Monday, July 11, 2005

cat pee

I discovered a box of books I’d brought home from my mother’s house has since been peed in by one of our cats. The pee dried. Cat pee is frightfully pungent. It’s not going to be pleasant reading a book impregnated with cat urine.

Some books I threw away:

Lloyd Alexander’s Taran Wanderer books.

A book of poetry by Jonathan London, a Sonoma County poet now best known for his children’s book Froggy Gets Dressed and its sequels.

Some Poems Heaped Up by another SoCo poet Jim McCrary.

An edition of Gulliver’s Travels I bought in England during my semester in London. I think we were in Cambridge and there was a church with a box of books on its porch. A sign above a slot in the wall asked 10p per book. It was a nice hardcover not ill-used and had a color plate in the front of giant Gulliver up to his waist in the sea pulling a fleet of ships.

A little collection of Federico Garcia Lorca’s folk song poems. Nice wood cuts of dancing crickets and such.

One of two copies of the one book by Helen Luster that I own.

A kid’s book about a boy who is banished by his caveman tribe and threatened by various prehistoric (and pre-human-era) beasts. When young I was fascinated not only by the great dinosaurs and such but by the boy’s almost-nudity (a furry black loincloth clung to him throughout his adventures) and by the enticingly cruel way the tribe tied him to a log (a sacrifice?) and threw the log into the river. I’d saved it up to now mostly to provide fodder for a blog entry. This paragraph will have to do.

All my Xanth books by Piers Anthony. Xanth is a somewhat Oz-like fantasy world in which magic is taken for granted. The pages abound with puns.

If I really miss them I can hunt these up again somewhere, I figure. Except for the poetry books. I did hold onto two books by Paul Mariah. I’m thinking about putting them in a plastic bag with potpourri or something. I don’t think a masking scent will make the cat urine stink undetectable or even non-noxious, but it may make it more weird than hideous. Who knows?

6 comments:

David Lee Ingersoll said...

Didn't the caveman book have some sort of origami dinosaurs in the back of it? I liked that book. For the dinosaurs of course. It was a tiny little 60s caveman movie. And so much shorter (and therefore with less spots) than a 60s caveman movie.

Glenn Ingersoll said...

Yup. Origami dinosaurs. Which we never cut out to fold up.

If the cat hadn't peed on it I might've even tried the craft project.

David Lee Ingersoll said...

Of course we never cut them out!
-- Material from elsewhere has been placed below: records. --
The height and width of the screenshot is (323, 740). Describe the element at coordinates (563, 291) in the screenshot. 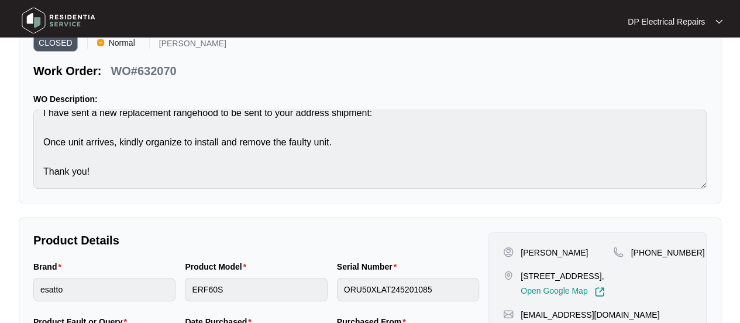

I see `a: Open Google Map` at that location.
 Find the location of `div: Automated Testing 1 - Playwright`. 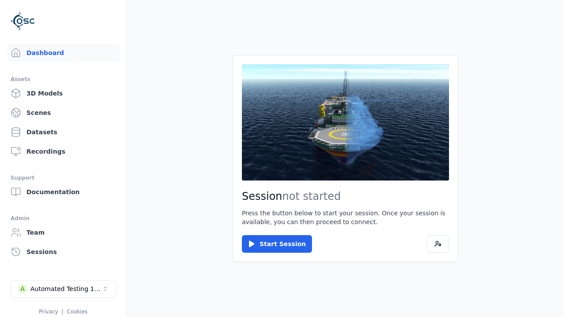

div: Automated Testing 1 - Playwright is located at coordinates (66, 289).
That would have damaged the book! Something that I don't worry about so much these days.

hbjock said...

Awww my friend.. if the cat peed on it, throw it out! Unless you can figure out someway to get the smell off the books ;)

Glenn Ingersoll said...

Hi Jonah, nice to see your tipped to left head. I'm saving the Paul Mariah books because I don't think they'd be easy to replace & Paul was sorta my mentor for a couple years. Otherwise, yeah, stinkypee books are no good.

Glenn Ingersoll said...

I guess I don't mind the plug for the cat pee solution promoters, though it teases the solution and demands you buy the book in order to learn it. I'll throw in a link to my own post about a cat pee deodorizing formula that is cheap and easy to make at home and really works wonders: https://lovesettlement.blogspot.com/2005/11/cat-pee.html

I'll just have to say that we learned why one of our two cat brothers was so assiduously spraying through all the years we had him -- all the years, that is, except the last six months of his life, those six months being the months he lived longer than his brother. In other words, the main motivation for spraying was to hassle his brother.